Like Elizabeth Peckham, Nellie Harris Rau was part of a husband and wife team. Born near Athens, Ohio, sometime in the 1880s (exact date does not appear to be known), she moved with her parents to Kansas when she was only three. Her family finally moved to Lawrence where she attended high school and eventually got her degree in library science at the University of Kansas.

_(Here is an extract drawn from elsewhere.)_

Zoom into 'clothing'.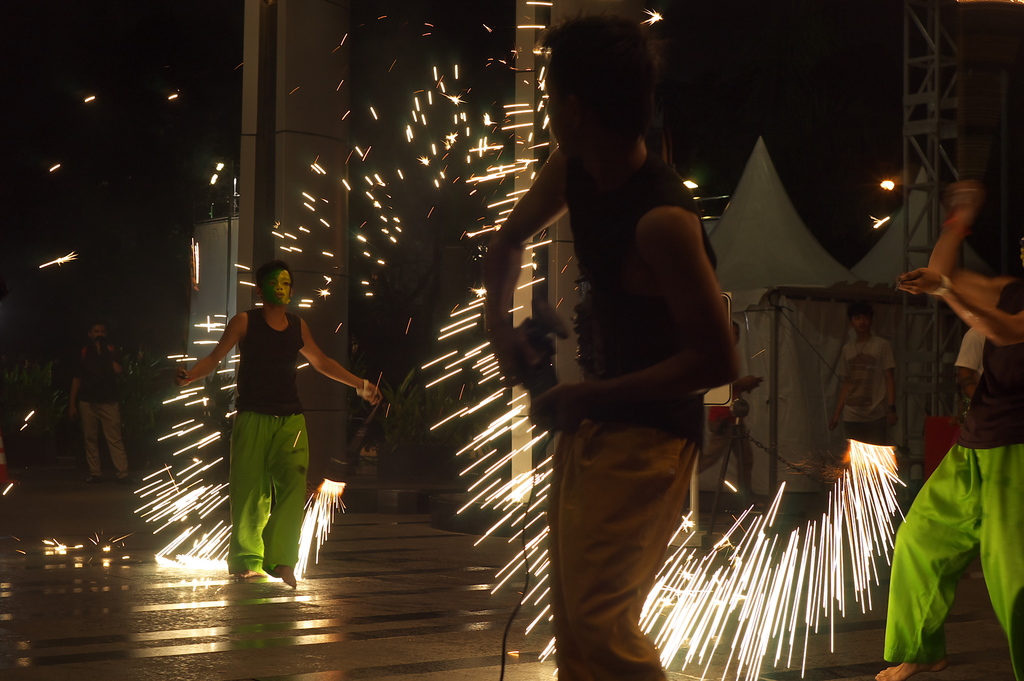
Zoom target: 67,334,119,402.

Her interest in natural history was directly fed by her brother, J. Arthur Harris, who had gotten a Ph.D. in biological sciences and worked for a time at the Missouri Botanical Gardens. She was hired as a cataloger there for a few years starting in 1904, returning to Lawrence to finish her degree in 1909. Between 1908 and 1909, Nellie accompanied her brother on a trip to England. Her brother moved to Cold Springs Harbor and she returned to the Missouri Botanical Garden where she met Phil Rau. There is some evidence that she was the inspiration for Phil Rau ever taking up the subject for which they are known - studies on the behavior of wasps. The couple were married in 1911, shortly after Phil published his first work on his own on wasp behavior. Although Phil had only a 4th grade education plus two years as a special student at Washington University, he was a prolific reader and his marriage to Nellie certainly aided him in his studies.
They had three children, a daughter and two twin sons, and their daughter later recalled that Phil and Nellie always wrote their research up together. Finally they published "Wasp Studies Afield" in 1918. Among other classic observations of wasp behavior in the field they observed tool-using by wasps in the genus Ammophila, which had been reported earlier by others. This and their other observations were among the pioneering research of wasp behavior in the wild. It is interesting that Elizabeth Peckham was also a librarian and that with her husband wrote a book on wasp behavior, but the Peckham's interest was mostly centered on jumping spiders.
Nellie Rau was a very close observer of nature and an equal of her husband Phil in this endeavor. She is another example of the ability of women who are interested in a subject to be able to do as well as men in that subject.
Literature Reference:
Bonta, Marcia Myers. 1995. American Women Afield: Writings by Pioneer Women Naturalists. Texas A & M University Press.
Rau, Phil, and Nellie Rau. 1918. Wasp Studies Afield.Princeton University Press.